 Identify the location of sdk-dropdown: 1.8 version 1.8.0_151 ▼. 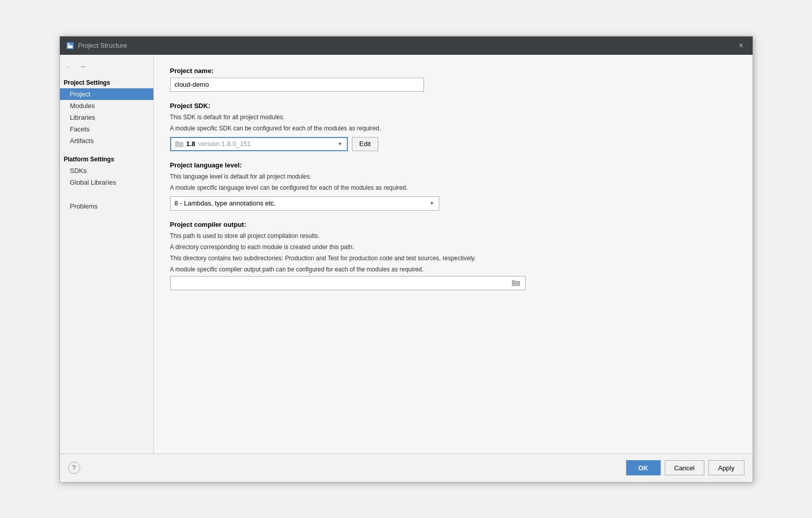
(259, 144).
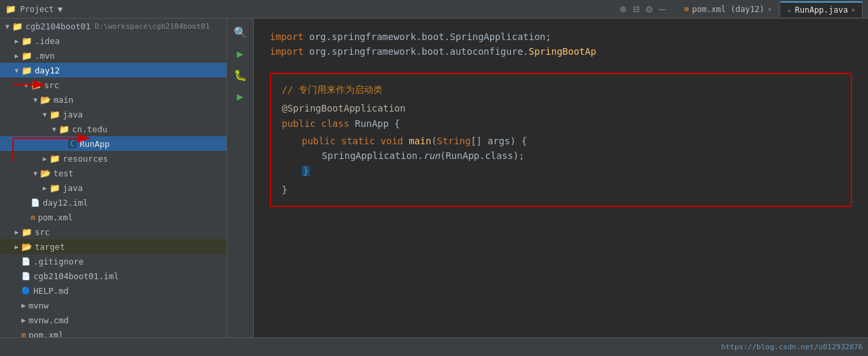 The height and width of the screenshot is (356, 868). Describe the element at coordinates (650, 9) in the screenshot. I see `toolbar-settings-icon: ⚙` at that location.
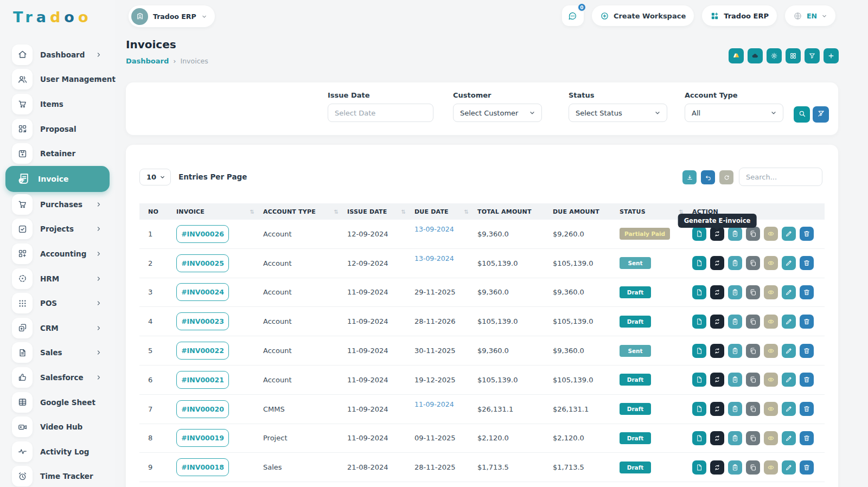  What do you see at coordinates (434, 405) in the screenshot?
I see `due-date-value: 11-09-2024` at bounding box center [434, 405].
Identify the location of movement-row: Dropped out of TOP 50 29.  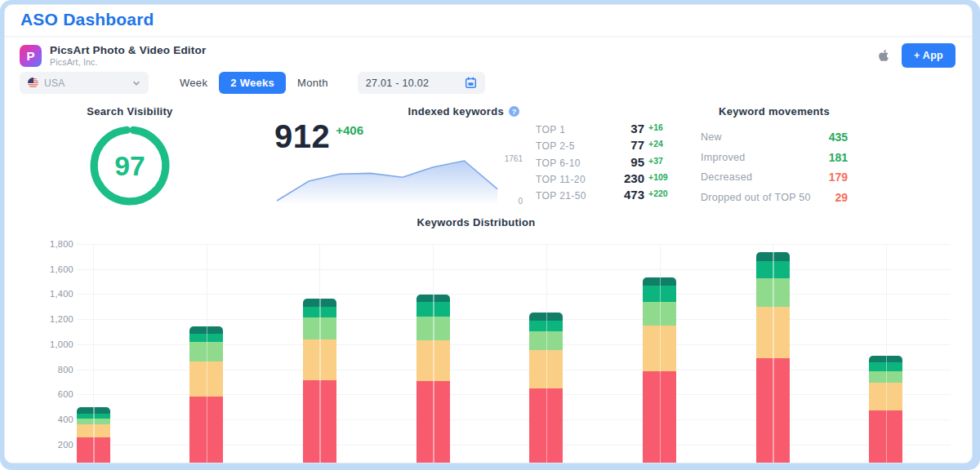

◇ ◇ ◇

### What is needed:
Any picture among the entries must be skipped; copy all else exactly.

### Output for this task:
 Identify the location of sdk-dropdown: 1.8 version 1.8.0_151 ▼. 
(259, 144).
 The height and width of the screenshot is (356, 868). Describe the element at coordinates (650, 9) in the screenshot. I see `toolbar-settings-icon: ⚙` at that location.
  What do you see at coordinates (434, 405) in the screenshot?
I see `due-date-value: 11-09-2024` at bounding box center [434, 405].
Identify the location of movement-row: Dropped out of TOP 50 29.  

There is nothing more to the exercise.